The relationships between the soil water storage reduction, and the total evaporation (and transpiration) of a grassland and ofE. viminalis trees were discussedinChapter 7.

The similar transpiration rates and soil water storage change rates at the E. viminalis site during periods of no significant rainfall, suggest no or little drainage beyond the root- zone. Itwas concluded that the reduction in the soil water storage at this site can be translated into the transpiration by theE. viminalis trees. Itwas also concluded that the differences between the soil water storage reduction and the total evaporation of the grassland, will translate into the occurrence of drainage beyond the root-zone_

The results from the field experiment presented in Chapters 6 and 7 are very specific to the conditions experienced during the field experiment (climatic, soil and plant) as described in Chapter 5. Itgives a window period (1998-2000) of potential differences in the total evaporation and soil water storage of grassland andE. viminalis trees over the short-term. Because of this time limitation, the soil water balances of the grassland

andE. viminalistrees were simulated over the long-term to test the hypothesis of this study under different climatic and plant growth conditions. The results of these simulations are presented in Chapter 8.

CHAPTER 8

SOIL WATER BALANCES OF GRASSLAND AND E. VIMIHALlS TREES MODELLED WITH THE SOIL WATER ATMOSPHERE PLANT (SWAP)

MODEL

8.1 Introduction

Chapters 6and 7 investigated the effect of different vegetation types (grassland and E. viminalistrees) on the total evaporation and soil water storage relationships, through in situmeasurements. From these results it is possible to test the hypothesis of the study (Section 1.5), and therefore to deduce the effect of grassland andE. viminalistrees on the drainage beyond the root-zone under the conditions experienced at this research site.

SWAP, the Soil Water Atmosphere Plant model (Van Damet af., 1997), was parameterised for the gt:assland andE. viminalissites (Appendix F), and the soil water balances simulated over 30 years19(1 July 1964 to 30 June 1994). The results from these simulations allowed a comparison of the effect of different vegetation types (grassland vsE. viminalistrees) or the potential effect of a change in vegetation, on the soil water balances over the long-term. These simulations also enabled a comparison of the annual, seasonal and cumulative differences in the various components of the soil water balances for the two sites.

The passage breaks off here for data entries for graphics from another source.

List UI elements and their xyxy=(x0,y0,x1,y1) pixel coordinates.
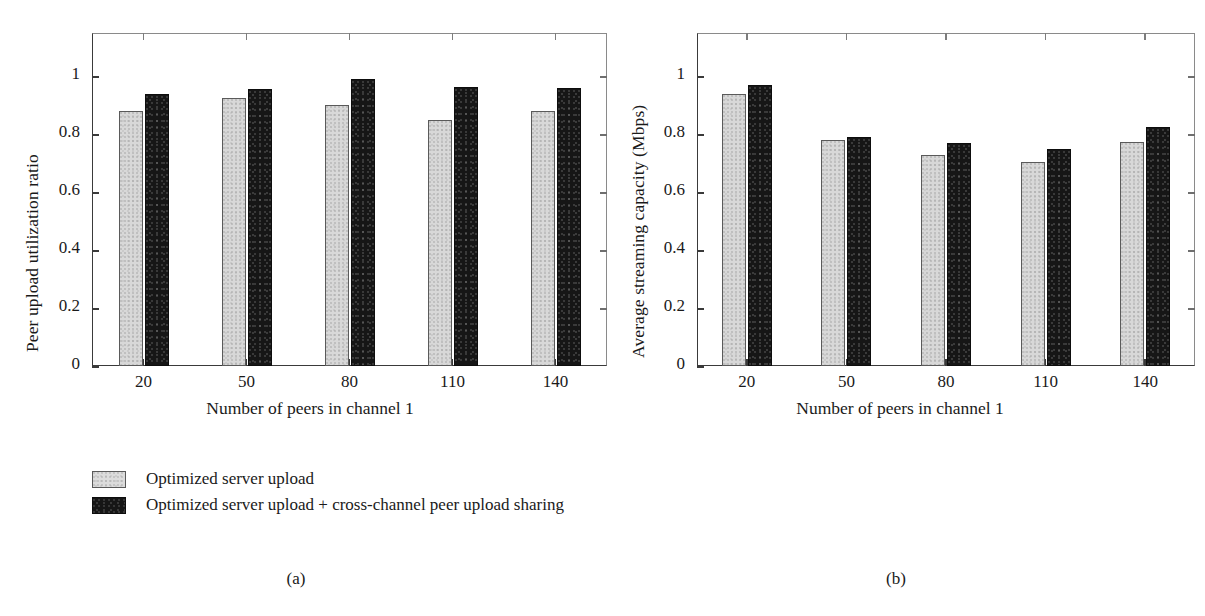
y-tick-label: 0.8 xyxy=(0,123,80,140)
x-tick-label: 110 xyxy=(423,372,483,392)
bar-light xyxy=(722,94,746,366)
x-tick-label: 140 xyxy=(526,372,586,392)
x-axis-label-b: Number of peers in channel 1 xyxy=(600,398,1200,419)
panel-a: Peer upload utilization ratio Number of … xyxy=(0,0,620,616)
x-tick-label: 20 xyxy=(717,372,777,392)
y-axis-tick-mirror xyxy=(1188,308,1195,310)
bar-light xyxy=(325,105,349,366)
y-tick-mark xyxy=(92,192,99,194)
x-tick-label: 50 xyxy=(816,372,876,392)
x-tick-label: 20 xyxy=(114,372,174,392)
x-tick-label: 80 xyxy=(916,372,976,392)
y-tick-label: 0.2 xyxy=(0,297,80,314)
legend-swatch-dark-icon xyxy=(92,497,126,514)
y-tick-mark xyxy=(697,76,704,78)
y-tick-label: 0.8 xyxy=(605,123,685,140)
y-tick-mark xyxy=(697,366,704,368)
bar-light xyxy=(531,111,555,366)
bar-dark xyxy=(248,89,272,366)
y-tick-label: 0.2 xyxy=(605,297,685,314)
bar-dark xyxy=(748,85,772,366)
bar-light xyxy=(222,98,246,366)
y-axis-tick-mirror xyxy=(1188,76,1195,78)
x-axis-tick-mark-top xyxy=(452,33,454,40)
subcaption-b: (b) xyxy=(866,569,926,589)
legend-a: Optimized server upload Optimized server… xyxy=(92,468,564,521)
x-axis-tick-mark-top xyxy=(945,33,947,40)
bar-dark xyxy=(847,137,871,366)
legend-label: Optimized server upload xyxy=(146,468,314,490)
bar-light xyxy=(1021,162,1045,366)
bar-dark xyxy=(145,94,169,366)
x-axis-tick-mark-top xyxy=(746,33,748,40)
y-tick-label: 1 xyxy=(605,65,685,82)
y-tick-label: 0.4 xyxy=(0,239,80,256)
x-tick-label: 50 xyxy=(217,372,277,392)
bar-light xyxy=(1120,142,1144,366)
bar-light xyxy=(821,140,845,366)
y-axis-tick-mirror xyxy=(1188,192,1195,194)
x-axis-tick-mark-top xyxy=(1144,33,1146,40)
y-tick-label: 0.6 xyxy=(0,181,80,198)
y-tick-label: 0 xyxy=(0,355,80,372)
y-tick-mark xyxy=(697,192,704,194)
x-tick-label: 140 xyxy=(1115,372,1175,392)
y-tick-label: 0.6 xyxy=(605,181,685,198)
y-tick-label: 0.4 xyxy=(605,239,685,256)
bar-dark xyxy=(351,79,375,366)
legend-swatch-light-icon xyxy=(92,471,126,488)
bar-dark xyxy=(1146,127,1170,366)
panel-b: Average streaming capacity (Mbps) Number… xyxy=(600,0,1205,616)
y-tick-mark xyxy=(92,366,99,368)
bar-dark xyxy=(1047,149,1071,366)
bar-dark xyxy=(454,87,478,366)
x-tick-label: 110 xyxy=(1016,372,1076,392)
x-axis-tick-mark-top xyxy=(349,33,351,40)
y-tick-mark xyxy=(697,134,704,136)
y-tick-mark xyxy=(697,308,704,310)
figure-two-bar-charts: Peer upload utilization ratio Number of … xyxy=(0,0,1205,616)
x-axis-tick-mark-top xyxy=(1045,33,1047,40)
y-axis-tick-mirror xyxy=(1188,250,1195,252)
y-tick-label: 1 xyxy=(0,65,80,82)
y-axis-tick-mirror xyxy=(1188,134,1195,136)
bar-light xyxy=(428,120,452,366)
y-tick-mark xyxy=(92,308,99,310)
bar-light xyxy=(921,155,945,366)
x-axis-tick-mark-top xyxy=(246,33,248,40)
subcaption-a: (a) xyxy=(266,569,326,589)
x-axis-label-a: Number of peers in channel 1 xyxy=(0,398,620,419)
y-tick-label: 0 xyxy=(605,355,685,372)
x-axis-tick-mark-top xyxy=(555,33,557,40)
bar-light xyxy=(119,111,143,366)
y-tick-mark xyxy=(92,76,99,78)
y-axis-label-b: Average streaming capacity (Mbps) xyxy=(628,105,649,358)
y-tick-mark xyxy=(92,250,99,252)
legend-label: Optimized server upload + cross-channel … xyxy=(146,494,564,516)
x-tick-label: 80 xyxy=(320,372,380,392)
legend-item: Optimized server upload + cross-channel … xyxy=(92,494,564,516)
bar-dark xyxy=(947,143,971,366)
x-axis-tick-mark-top xyxy=(143,33,145,40)
y-tick-mark xyxy=(697,250,704,252)
x-axis-tick-mark-top xyxy=(846,33,848,40)
legend-item: Optimized server upload xyxy=(92,468,564,490)
bar-dark xyxy=(557,88,581,366)
y-tick-mark xyxy=(92,134,99,136)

8.2 Parameterisation of SWAP 8.2.1 General

The soil water balances of a grassland and anE. viminalissite were separately simulated over a 30-year period (1 July 1964 to 30 June 1994) using SWAP. Long-term climatic data (rainfall, minimum and maximum air temperature) for a daily time step were available for the Secunda region from the South African Weather Bureau (undated) and Blaauw (2000). These data, together with climatic data (daily) collected during the field experiment (solar radiant density, minimum and maximum air temperature, relative

19A year refers to a 12 month period starting on I July and ending on 30 June the following year.

humidity, rainfall, wind speed, wind direction)(Chapter 5) were used with CLIMGEN (undatediO, a climatic generator programme to obtain the daily data required in SWAP.

The required climatic data set consisted of daily total solar radiant density, relative humidity, minimum and maximum air temperature and wind speed. SWAP subsequently used the Penrnan-Monteith equation and the climatic input data to calculate the daily total reference evaporation.